AM Car RadioThe first mass-market car radio premiered in June of 1930, but due to a second World War it wouldn’t be until the 1950s that car radios became common.

Another factor that slowed their growth was cost. Those early six vacuum tube car radios cost around $130.

To put that into perspective, you could buy one of Henry Ford’s model A’s for $450.

Motorola

The Galvin Manufacturing Corporation, founded by brothers Paul and Joseph Galvin, were early pioneers in car radios. Paul Galvin realized their radios needed a brand name and came up with the name of “Motorola,” a portmanteau (a word blending the sounds and combining the meanings of two others, for example motel (from ‘motor’ and ‘hotel’) or brunch (from ‘breakfast’ and ‘lunch’) of the words motor car and ola. “Ola” back then was a slang word for anything audio.motorola car radio installation

Motorola introduced the first dash-mounted AM car radios in the 1930s. It wasn’t until 1952 that a German company, Blaupunkt, would introduce the first FM car radio. AM/FM car radios followed the next year.

1952

I was born in 1952, and like other Baby Boomers my age, radios and cars have always been one.

While transistor car radios were introduced in 1955, it wouldn’t be until the 1960s that they became affordable. It should also be noted that dashboard radios were still an option in 1963, however, they were a very popular option and more than 60% of all cars on the road in America had one.

Rear Speaker & 8-Track Tape Player

I can still remember the time my parents were buying a new car and one of the decisions that they had to make was whether or not to add the new car radio option that had just come out, adding a rear speaker to the dashboard radio.Car 8-track player radio

The first aftermarket option I remember my parents adding was that of an 8-track tape player. I loved this device because it allowed me to listen to air checks of my weekly radio show on my daily commute to college. I wanted to improve my style and presentation.

Cassettes & CDs

The 8-track tape players in cars would soon be replaced by cassettes, allowing people to make up their own “mix tapes” of songs they loved to hear most.

Compact Discs (CDs) eventually replaced cassette players in the car dashboard, and for those of us that didn’t want to change CDs, one at a time, it was a thrill having a six-CD changer located in the trunk that allowed for even more variety with the touch of a button.

iPods & Smartphones

Steve Jobs once said he wanted to be able to have a 1,000-songs in his pocket, and from that vision, came the Apple iPod. iPods could eventually be plugged into the car’s audio system and now offered a virtually unlimited supply of music and audio books at the touch of a button.

The iPhone would offer all that any iPod ever could, plus so much more. It became the computer in our pockets replacing a multitude of single use devices, including the car radio.

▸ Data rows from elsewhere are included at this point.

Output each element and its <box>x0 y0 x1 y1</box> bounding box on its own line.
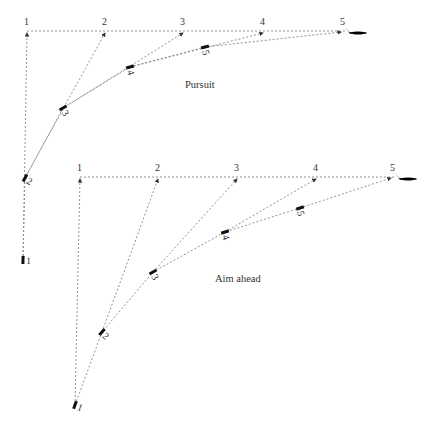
pursuer-point-label: 1 <box>26 255 31 266</box>
aircraft-icon <box>345 27 367 35</box>
figure-caption <box>0 423 442 430</box>
sight-line <box>23 33 27 260</box>
pursuit-diagram: 1234512345Pursuit <box>21 16 367 266</box>
missile-icon: 1 <box>72 400 85 414</box>
target-point-label: 2 <box>102 16 107 27</box>
pursuer-point-label: 5 <box>295 209 307 217</box>
missile-icon: 3 <box>147 268 161 282</box>
target-point-label: 1 <box>24 16 29 27</box>
missile-icon: 4 <box>219 229 232 241</box>
pursuer-point-label: 4 <box>220 233 232 241</box>
sight-line <box>225 179 316 232</box>
missile-icon: 5 <box>294 205 307 217</box>
target-point-label: 3 <box>234 162 239 173</box>
missile-icon: 3 <box>57 104 71 118</box>
pursuit-diagram-canvas: 1234512345Pursuit 1234512345Aim ahead <box>0 0 442 430</box>
target-point-label: 5 <box>340 16 345 27</box>
aircraft-icon <box>395 173 417 181</box>
pursuer-point-label: 5 <box>200 49 212 57</box>
target-point-label: 4 <box>313 162 318 173</box>
target-point-label: 5 <box>390 162 395 173</box>
diagram-title: Aim ahead <box>215 273 262 284</box>
sight-line <box>205 32 341 47</box>
pursuer-point-label: 4 <box>125 69 137 77</box>
sight-line <box>75 179 80 405</box>
sight-line <box>63 33 183 108</box>
target-point-label: 4 <box>260 16 265 27</box>
sight-line <box>300 178 391 208</box>
target-point-label: 2 <box>155 162 160 173</box>
missile-icon: 1 <box>21 255 31 266</box>
sight-line <box>102 179 158 332</box>
diagram-title: Pursuit <box>185 79 215 90</box>
pursuer-path <box>75 208 300 405</box>
aim-ahead-diagram: 1234512345Aim ahead <box>72 162 417 413</box>
missile-icon: 2 <box>21 173 35 187</box>
sight-line <box>153 179 237 272</box>
target-point-label: 1 <box>77 162 82 173</box>
target-point-label: 3 <box>180 16 185 27</box>
pursuer-path <box>23 47 205 260</box>
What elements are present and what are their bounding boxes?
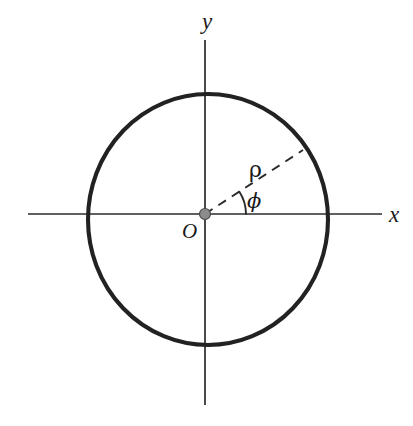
polar-coordinate-diagram: y x O ρ ϕ xyxy=(0,0,413,426)
origin-point-marker xyxy=(200,209,211,220)
diagram-canvas xyxy=(0,0,413,426)
angle-phi-label: ϕ xyxy=(247,191,261,212)
angle-arc xyxy=(239,192,246,214)
x-axis-label: x xyxy=(389,203,399,226)
radius-rho-label: ρ xyxy=(249,159,262,181)
circle-curve xyxy=(88,94,328,345)
origin-label: O xyxy=(182,221,197,242)
y-axis-label: y xyxy=(202,10,212,33)
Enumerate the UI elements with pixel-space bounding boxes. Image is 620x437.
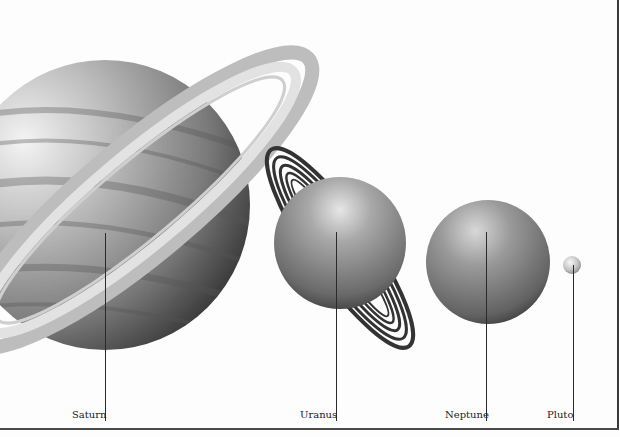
pluto-leader-line: [573, 265, 574, 421]
uranus-leader-line: [336, 232, 337, 421]
planet-diagram: Saturn Uranus Neptune Pluto: [0, 0, 620, 437]
planets-illustration: [0, 0, 620, 437]
frame-bottom-border: [0, 428, 619, 430]
saturn-label: Saturn: [72, 409, 107, 421]
neptune-leader-line: [486, 232, 487, 421]
uranus-label: Uranus: [300, 409, 337, 421]
neptune-label: Neptune: [445, 409, 489, 421]
pluto-label: Pluto: [547, 409, 573, 421]
frame-right-border: [617, 0, 619, 430]
uranus-planet: [247, 132, 434, 363]
pluto-planet: [563, 256, 581, 274]
neptune-planet: [426, 200, 550, 324]
saturn-leader-line: [105, 233, 106, 421]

Entertainment CenterDigital Car Radio

Today’s automobile dashboard offers occupants a complete entertainment center that immediately connects to a person’s smartphone via either Apple’s CarPlay, Google’s Android Auto, or a manufacturer’s proprietary system. Today the vehicle’s onboard entertainment system plays a big role in people’s car buying decision and it can also add from a thousand to two thousand dollars more to the price of a vehicle.

Self-Driving Cars

TV Car RadioWith the evolution of self-driving cars, you can expect that more and more vehicles will come with video capabilities as well as audio, and also that the competition for who can provide the best in-car entertainment will be fierce and passionate.

Traditional radio programming staples, like Two-fer Tuesdays, ten-songs-in-a-row and no-repeat workdays aren’t going to cut it.

The global pandemic has caused two markets to significantly heat up:

1) suburban house sales and

2) new car sales.

Today’s reality is that people who now find themselves working from home, don’t want to be stuck in a little urban apartment and are moving to homes that offer more space to enjoy. Likewise. those individuals whose work demands they still commute, no longer feel safe on mass public transportation and are upgrading their ride.

Understanding how these changes will impact the future of your media enterprise is critical.